On Monday, we’ll celebrate Martin Luther King Day, the 33rd time our nation has officially honored this giant of American history.
But the figure we’ll honor seems to bear a little less resemblance to the real Dr. King with each passing year.
In speeches and commemorations, America will inevitably hold up the martyred leader of the nonviolent movement that toppled Jim Crow – the brilliant, charismatic pastor whose soaring rhetoric, typically laced with biblical metaphors, inspired millions of people across the globe to march for justice.
King was all that. And he was much more.
To King, achieving racial justice was not as simple as enacting the Civil Rights and Voting Rights acts. It also meant ridding our world of economic injustice, a problem that racial discrimination only exacerbated. King knew that true economic justice required radical solutions – a deep commitment by the government to ensure full employment, a guaranteed annual income, universal health care, housing, and education.
Toward these ends, King was in the midst of pivoting to the Poor People’s Campaign when he was struck down in 1968.
We don’t know what changes the Poor People’s Campaign might have brought to America if King had lived. But we do know that, in recent decades, the gap between the rich and poor has grown even wider, and economic security seems but a dream for millions of vulnerable people. And it’s painfully clear that racial injustice, too, is no relic of the past.
Last spring, the Southern Poverty Law Center was in Memphis for the 50th anniversary of King’s assassination there. We saw “the very same racism and economic injustice that brought King to Memphis in 1968.” As we wrote at the time:
Today, we need King’s radical message just as badly as we did in 1968. But too often, we bathe his memory in a glow of nostalgia that threatens to relegate the injustices he fought to the past, as though the struggle is over.
“As long as we can be shot in our own backyards, as long as we’re on the lowest economic rung, as long as we’re the ones who fill up prisons, the struggle goes on,” said Memphis Pastor Bill Adkins from that infamous balcony.
Professor Hasan Kwame Jeffries, who has worked with the SPLC on Teaching Tolerance initiatives, was even stronger:
“In life, King spoke inconvenient truths. But in death, his life and deeds have been misinterpreted for the sake of creating a convenient hero. As long as black children go to sleep hungry at night, as long as black children are dying at the hands of police in our streets, we cannot afford the luxury of a convenient hero.”
We couldn’t agree more.
This article was published by the Southern Poverty Law Center, an Alabama-based civil rights organization.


What is being asked. Your answer is a number only: how many lines in the data below contain "cascade"?

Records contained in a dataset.

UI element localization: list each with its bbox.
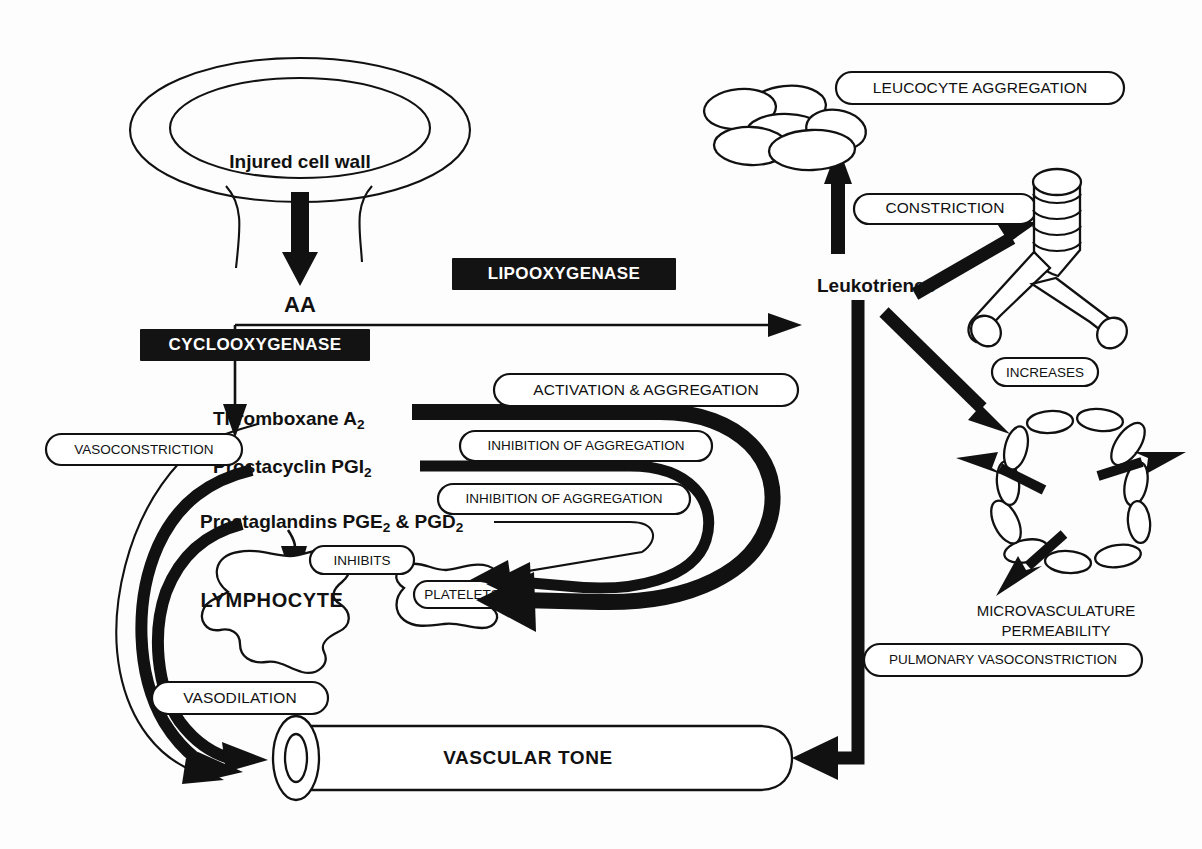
- injured-cell-wall-group: Injured cell wall: [130, 58, 470, 286]
- pill-inhibition-aggregation-2: INHIBITION OF AGGREGATION: [438, 484, 690, 514]
- vasodilation-label: VASODILATION: [183, 689, 296, 706]
- inhibits-label: INHIBITS: [333, 553, 390, 568]
- microvasc-cell-6: [1094, 542, 1143, 570]
- microvasculature-label-line2: PERMEABILITY: [1001, 622, 1110, 639]
- pill-leucocyte-aggregation: LEUCOCYTE AGGREGATION: [836, 72, 1124, 104]
- constriction-arrow-shaft: [915, 238, 1012, 294]
- increases-arrow-shaft: [884, 312, 982, 408]
- pill-inhibition-aggregation-1: INHIBITION OF AGGREGATION: [460, 431, 712, 461]
- pulmonary-arrow-shaft: [830, 300, 858, 758]
- vascular-tone-group: VASCULAR TONE: [273, 716, 792, 800]
- pulmonary-vasoconstriction-arrow: [792, 300, 858, 780]
- vasoconstriction-label: VASOCONSTRICTION: [74, 442, 213, 457]
- permeability-arrows: [956, 452, 1186, 596]
- pill-inhibits: INHIBITS: [310, 546, 414, 574]
- microvasculature-label-line1: MICROVASCULATURE: [977, 602, 1136, 619]
- lymphocyte-label: LYMPHOCYTE: [200, 589, 343, 611]
- funnel-left-edge: [226, 186, 239, 268]
- cascade-diagram-canvas: Injured cell wall AA LIPOOXYGENASE CYCLO…: [0, 0, 1202, 849]
- increases-label: INCREASES: [1006, 365, 1084, 380]
- pulmonary-arrow-head: [792, 736, 838, 780]
- pill-constriction: CONSTRICTION: [854, 194, 1036, 224]
- inhibition-aggregation-curve-2: [494, 522, 653, 576]
- microvasc-cell-7: [1044, 549, 1091, 574]
- pill-vasodilation: VASODILATION: [152, 682, 328, 714]
- cell-wall-to-aa-arrow: [282, 192, 318, 286]
- injured-cell-wall-label: Injured cell wall: [229, 151, 371, 172]
- leucocyte-arrow-shaft: [831, 178, 845, 254]
- constriction-label: CONSTRICTION: [885, 199, 1004, 216]
- thromboxane-label: Thromboxane A2: [213, 408, 365, 432]
- lipooxygenase-label: LIPOOXYGENASE: [488, 264, 641, 283]
- microvasc-cell-2: [1076, 407, 1124, 434]
- cell-wall-outer-ellipse: [130, 58, 470, 202]
- inhibition-aggregation-label-2: INHIBITION OF AGGREGATION: [465, 491, 662, 506]
- increases-arrow-head: [968, 392, 1010, 434]
- cyclooxygenase-label: CYCLOOXYGENASE: [169, 335, 342, 354]
- inhibition-aggregation-arrow-2: [470, 522, 653, 588]
- lipooxygenase-pathway: LIPOOXYGENASE: [300, 258, 802, 337]
- vascular-tone-label: VASCULAR TONE: [443, 747, 613, 768]
- lipooxygenase-arrow-head: [768, 313, 802, 337]
- pill-vasoconstriction: VASOCONSTRICTION: [46, 434, 242, 465]
- arachidonic-acid-cascade-diagram: Injured cell wall AA LIPOOXYGENASE CYCLO…: [0, 0, 1202, 849]
- microvasc-cell-5: [1126, 500, 1152, 544]
- permeability-arrow-head-left: [956, 452, 1006, 476]
- pulmonary-vasoconstriction-label: PULMONARY VASOCONSTRICTION: [889, 652, 1117, 667]
- constriction-arrow-head: [990, 222, 1038, 256]
- vascular-tone-opening-inner: [285, 734, 307, 782]
- leucocyte-aggregation-label: LEUCOCYTE AGGREGATION: [873, 79, 1088, 96]
- pill-activation-aggregation: ACTIVATION & AGGREGATION: [494, 374, 798, 406]
- bronchi-top-ring: [1033, 169, 1081, 195]
- pill-pulmonary-vasoconstriction: PULMONARY VASOCONSTRICTION: [864, 644, 1142, 676]
- inhibition-aggregation-label-1: INHIBITION OF AGGREGATION: [487, 438, 684, 453]
- pill-increases: INCREASES: [992, 358, 1098, 386]
- microvasculature-ring: [985, 407, 1152, 575]
- activation-aggregation-label: ACTIVATION & AGGREGATION: [533, 381, 758, 398]
- prostaglandins-arrow-head: [222, 742, 268, 772]
- microvasc-cell-1: [1026, 409, 1073, 434]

Expected answer. 2